The federal healthcare architecture connects to every poverty system on this site. The employer-based coverage model means that low-wage work is simultaneously a poverty condition and a health coverage crisis — the same jobs that pay too little to escape poverty are the jobs least likely to provide insurance. Medical debt drives housing instability as families deplete savings and fall behind on rent. The Medicaid coverage gap compounds disability and poverty by denying coverage to adults whose untreated conditions become disabling. And the absence of universal coverage means that health crises can trigger the cascading economic collapse — job loss, debt, eviction, benefit loss — that the interlocking systems analysis describes.
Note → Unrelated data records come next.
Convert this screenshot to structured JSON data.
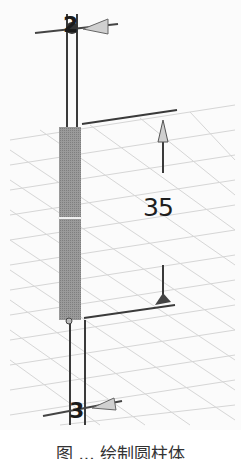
{
  "figure": {
    "dimension": {
      "value": "35"
    },
    "nodes": {
      "top": "2",
      "bottom": "3"
    },
    "caption": "图 ... 绘制圆柱体",
    "colors": {
      "background": "#fbfbfb",
      "grid": "#d4d4d4",
      "cylinder": "#8f8f8f",
      "lines": "#3a3a3a",
      "arrow_fill": "#c8c8c8"
    }
  }
}
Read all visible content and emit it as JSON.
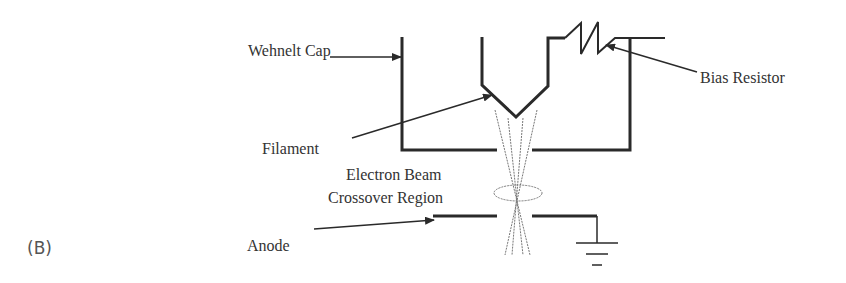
{
  "figure": {
    "panel_label": "(B)",
    "labels": {
      "wehnelt_cap": "Wehnelt Cap",
      "bias_resistor": "Bias Resistor",
      "filament": "Filament",
      "crossover_line1": "Electron Beam",
      "crossover_line2": "Crossover Region",
      "anode": "Anode"
    },
    "colors": {
      "stroke": "#2a2a2a",
      "text": "#333333",
      "beam": "#777777"
    }
  }
}
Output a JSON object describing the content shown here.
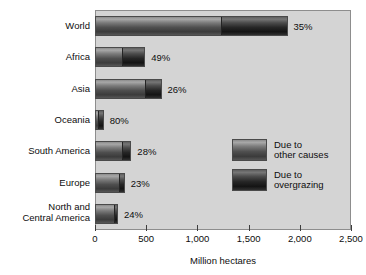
{
  "chart_data": {
    "type": "bar",
    "orientation": "horizontal",
    "stacked": true,
    "title": "",
    "xlabel": "Million hectares",
    "ylabel": "",
    "xlim": [
      0,
      2500
    ],
    "xticks": [
      0,
      500,
      1000,
      1500,
      2000,
      2500
    ],
    "xtick_labels": [
      "0",
      "500",
      "1,000",
      "1,500",
      "2,000",
      "2,500"
    ],
    "grid": false,
    "legend_position": "inside-right",
    "categories": [
      "World",
      "Africa",
      "Asia",
      "Oceania",
      "South America",
      "Europe",
      "North and\nCentral America"
    ],
    "series": [
      {
        "name": "Due to\nother causes",
        "key": "other",
        "color": "#6e6e6e",
        "values": [
          1220,
          250,
          480,
          17,
          255,
          223,
          171
        ]
      },
      {
        "name": "Due to\novergrazing",
        "key": "overgrazing",
        "color": "#242424",
        "values": [
          660,
          240,
          170,
          68,
          100,
          67,
          54
        ]
      }
    ],
    "totals": [
      1880,
      490,
      650,
      85,
      355,
      290,
      225
    ],
    "annotations": [
      "35%",
      "49%",
      "26%",
      "80%",
      "28%",
      "23%",
      "24%"
    ],
    "annotation_meaning": "share of degraded area due to overgrazing"
  },
  "legend": {
    "items": [
      {
        "label": "Due to\nother causes"
      },
      {
        "label": "Due to\novergrazing"
      }
    ]
  },
  "axis": {
    "x_title": "Million hectares"
  }
}
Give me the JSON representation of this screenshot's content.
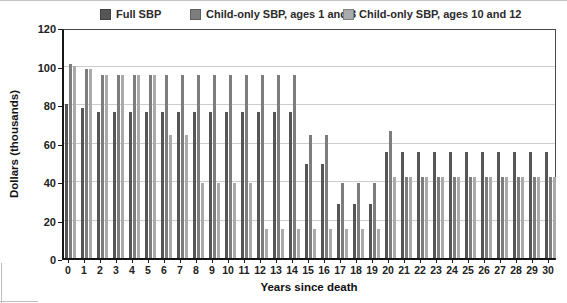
{
  "figure": {
    "x_axis_title": "Years since death",
    "y_axis_title": "Dollars (thousands)"
  },
  "legend": {
    "items": [
      {
        "label": "Full SBP",
        "color": "#565656"
      },
      {
        "label": "Child-only SBP, ages 1 and 3",
        "color": "#7d7d7d"
      },
      {
        "label": "Child-only SBP, ages 10 and 12",
        "color": "#aaaaaa"
      }
    ]
  },
  "chart_data": {
    "type": "bar",
    "title": "",
    "xlabel": "Years since death",
    "ylabel": "Dollars (thousands)",
    "ylim": [
      0,
      120
    ],
    "yticks": [
      0,
      20,
      40,
      60,
      80,
      100,
      120
    ],
    "grid": true,
    "gridline_values": [
      20,
      40,
      60,
      80,
      100
    ],
    "legend_position": "top",
    "categories": [
      0,
      1,
      2,
      3,
      4,
      5,
      6,
      7,
      8,
      9,
      10,
      11,
      12,
      13,
      14,
      15,
      16,
      17,
      18,
      19,
      20,
      21,
      22,
      23,
      24,
      25,
      26,
      27,
      28,
      29,
      30
    ],
    "series": [
      {
        "name": "Full SBP",
        "color": "#565656",
        "values": [
          80,
          78,
          76,
          76,
          76,
          76,
          76,
          76,
          76,
          76,
          76,
          76,
          76,
          76,
          76,
          49,
          49,
          28,
          28,
          28,
          55,
          55,
          55,
          55,
          55,
          55,
          55,
          55,
          55,
          55,
          55
        ]
      },
      {
        "name": "Child-only SBP, ages 1 and 3",
        "color": "#7d7d7d",
        "values": [
          101,
          98,
          95,
          95,
          95,
          95,
          95,
          95,
          95,
          95,
          95,
          95,
          95,
          95,
          95,
          64,
          64,
          39,
          39,
          39,
          66,
          42,
          42,
          42,
          42,
          42,
          42,
          42,
          42,
          42,
          42
        ]
      },
      {
        "name": "Child-only SBP, ages 10 and 12",
        "color": "#aaaaaa",
        "values": [
          100,
          98,
          95,
          95,
          95,
          95,
          64,
          64,
          39,
          39,
          39,
          39,
          15,
          15,
          15,
          15,
          15,
          15,
          15,
          15,
          42,
          42,
          42,
          42,
          42,
          42,
          42,
          42,
          42,
          42,
          42
        ]
      }
    ]
  }
}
This analysis is part of the broader US poverty paradox — the structural question of why federal policy choices produce the highest poverty rates among wealthy nations. The federal safety net architecture article documents the Medicaid patchwork and devolution dynamics that leave healthcare coverage tied to state-level decisions. And the international healthcare comparison places the American system's spending paradox — highest costs, worst outcomes — alongside the universal models that peer nations use.

Sources & References

  1. Claxton, Gary, Matthew Rae, Gregory Young, and Heidi Whitmore. Employer Health Benefits: 2023 Annual Survey. San Francisco and Washington, DC: Kaiser Family Foundation and Health Research & Educational Trust, 2023. kff.org.
  2. Congressional Budget Office. Federal Subsidies for Health Insurance Coverage for People Under Age 65: 2023 to 2033. Washington, DC: CBO, 2023. cbo.gov.
  3. U.S. Census Bureau. Health Insurance Coverage in the United States: 2023 — Current Population Reports, P60-284. Washington, DC: U.S. Census Bureau, 2024. census.gov.
  4. Centers for Medicare & Medicaid Services. National Health Expenditure Data: Historical. Washington, DC: CMS, 2024. cms.gov.
  5. Centers for Medicare & Medicaid Services. "Medicaid Financing." Last modified 2024. medicaid.gov.
  6. Centers for Medicare & Medicaid Services. Marketplace Open Enrollment Period Public Use Files. Washington, DC: CMS, 2024. cms.gov.
  7. Kaiser Family Foundation. "Status of State Medicaid Expansion Decisions: Interactive Map." KFF, 2025. kff.org.
  8. Sommers, Benjamin D., Atul A. Gawande, and Katherine Baicker. "Health Insurance Coverage and Health — What the Recent Evidence Tells Us." New England Journal of Medicine 377, no. 6 (2017): 586–593. doi.org.
  9. Consumer Financial Protection Bureau. Medical Debt Burden in the United States. Washington, DC: CFPB, 2022. consumerfinance.gov.
  10. Himmelstein, David U., Robert M. Lawless, Deborah Thorne, Pamela Foohey, and Steffie Woolhandler. "Medical Bankruptcy: Still Common Despite the Affordable Care Act." American Journal of Public Health 109, no. 3 (2019): 431–433. doi.org.
  11. Commonwealth Fund. Mirror, Mirror 2024: A Portrait of the Failing U.S. Health System. New York: Commonwealth Fund, 2024. commonwealthfund.org.
  12. Kaiser Family Foundation. Health Coverage and Care of Immigrants. KFF, 2024. kff.org.